Another call for education reform, and another serving of weak tea.
This time, it comes from state Reps. Brett Davis (R-Oregon) and Leah Vukmir (R-Wauwatosa). They put out a press release urging leaders of the state Legislature to “act aggressively” on reforms they believe will boost student achievement levels in the Milwaukee School District.
While some reforms make sense -- dividing MPS into a series of smaller school districts and attracting more math and science teachers through alternative teacher certification -- it excludes the most important education reform: scrapping the anachronistic 178-day school year.
America is alone among advanced nations in maintaining a school year that’s dictated by the farm calendar. Students in Milwaukee -- and most other American schools -- are subject to seven-hour school days crammed into nine months. Then they’re sent home for three months to forget what they learned during the previous nine. A school calendar that more resembles Europe’s and Japan’s doesn’t extend seven-hour school days into the summer. Instead, it trades shorter school days for a longer school year. Rather than a binge-and-purge curriculum, students would be instructed in a manner that’s more consistent with their ability to absorb what’s being taught.
Davis and Vukmir call for summer school programs for students who aren’t proficient in 4th- and 8th-grade math assessments, but the summer learning gap affects every student in Wisconsin, and it covers every subject. The education achievement gap isn’t just between poor students in Milwaukee and the rest of Wisconsin; it’s between American students and the rest of the world in fields like engineering and computer programming. Davis acknowledged the global issue when he asked, “How can we compete in international levels when so many of our students lack even the basic skills needed to perform on the job?” That question can be phrased another way: If American schools aren’t keeping up with other countries, then why can’t we adopt a school calendar that’s used by the rest of the advanced world?
There is little doubt that Milwaukee students would benefit greatly from a school calendar geared more toward learning than preserving summer vacation. So would students everywhere else.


Exercise aim: Reprint the lines below as they are, minus the pictures.

Data START

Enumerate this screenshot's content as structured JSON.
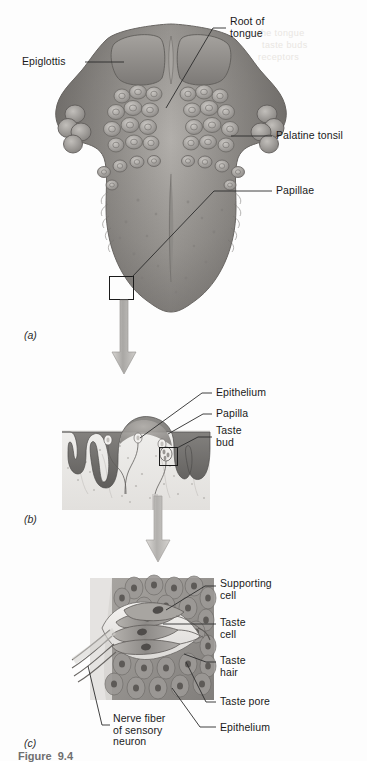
{
  "figure": {
    "domain": "anatomical-diagram",
    "title_partial": "Figure  9.4",
    "background_ghost_text": [
      "the tongue",
      "taste buds",
      "receptors"
    ]
  },
  "panels": [
    {
      "id": "a",
      "id_label": "(a)",
      "name": "tongue-superior-surface",
      "labels": [
        {
          "key": "epiglottis",
          "text": "Epiglottis"
        },
        {
          "key": "root_of_tongue",
          "text": "Root of\ntongue"
        },
        {
          "key": "palatine_tonsil",
          "text": "Palatine tonsil"
        },
        {
          "key": "papillae",
          "text": "Papillae"
        }
      ]
    },
    {
      "id": "b",
      "id_label": "(b)",
      "name": "papilla-cross-section",
      "labels": [
        {
          "key": "epithelium",
          "text": "Epithelium"
        },
        {
          "key": "papilla",
          "text": "Papilla"
        },
        {
          "key": "taste_bud",
          "text": "Taste\nbud"
        }
      ]
    },
    {
      "id": "c",
      "id_label": "(c)",
      "name": "taste-bud-detail",
      "labels": [
        {
          "key": "supporting_cell",
          "text": "Supporting\ncell"
        },
        {
          "key": "taste_cell",
          "text": "Taste\ncell"
        },
        {
          "key": "taste_hair",
          "text": "Taste\nhair"
        },
        {
          "key": "taste_pore",
          "text": "Taste pore"
        },
        {
          "key": "epithelium_c",
          "text": "Epithelium"
        },
        {
          "key": "nerve_fiber",
          "text": "Nerve fiber\nof sensory\nneuron"
        }
      ]
    }
  ],
  "colors": {
    "tissue_mid": "#8e8c8a",
    "tissue_dark": "#5d5b59",
    "tissue_light": "#c9c6c2",
    "epithelium_band": "#6f6d6b",
    "arrow": "#b9b7b4",
    "line": "#2b2b2b",
    "text": "#1a1a1a",
    "page": "#fdfdfd"
  }
}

Data END

Answer to the exercise:
Enumerate this screenshot's content as structured JSON.
{
  "figure": {
    "domain": "anatomical-diagram",
    "title_partial": "Figure  9.4",
    "background_ghost_text": [
      "the tongue",
      "taste buds",
      "receptors"
    ]
  },
  "panels": [
    {
      "id": "a",
      "id_label": "(a)",
      "name": "tongue-superior-surface",
      "labels": [
        {
          "key": "epiglottis",
          "text": "Epiglottis"
        },
        {
          "key": "root_of_tongue",
          "text": "Root of\ntongue"
        },
        {
          "key": "palatine_tonsil",
          "text": "Palatine tonsil"
        },
        {
          "key": "papillae",
          "text": "Papillae"
        }
      ]
    },
    {
      "id": "b",
      "id_label": "(b)",
      "name": "papilla-cross-section",
      "labels": [
        {
          "key": "epithelium",
          "text": "Epithelium"
        },
        {
          "key": "papilla",
          "text": "Papilla"
        },
        {
          "key": "taste_bud",
          "text": "Taste\nbud"
        }
      ]
    },
    {
      "id": "c",
      "id_label": "(c)",
      "name": "taste-bud-detail",
      "labels": [
        {
          "key": "supporting_cell",
          "text": "Supporting\ncell"
        },
        {
          "key": "taste_cell",
          "text": "Taste\ncell"
        },
        {
          "key": "taste_hair",
          "text": "Taste\nhair"
        },
        {
          "key": "taste_pore",
          "text": "Taste pore"
        },
        {
          "key": "epithelium_c",
          "text": "Epithelium"
        },
        {
          "key": "nerve_fiber",
          "text": "Nerve fiber\nof sensory\nneuron"
        }
      ]
    }
  ],
  "colors": {
    "tissue_mid": "#8e8c8a",
    "tissue_dark": "#5d5b59",
    "tissue_light": "#c9c6c2",
    "epithelium_band": "#6f6d6b",
    "arrow": "#b9b7b4",
    "line": "#2b2b2b",
    "text": "#1a1a1a",
    "page": "#fdfdfd"
  }
}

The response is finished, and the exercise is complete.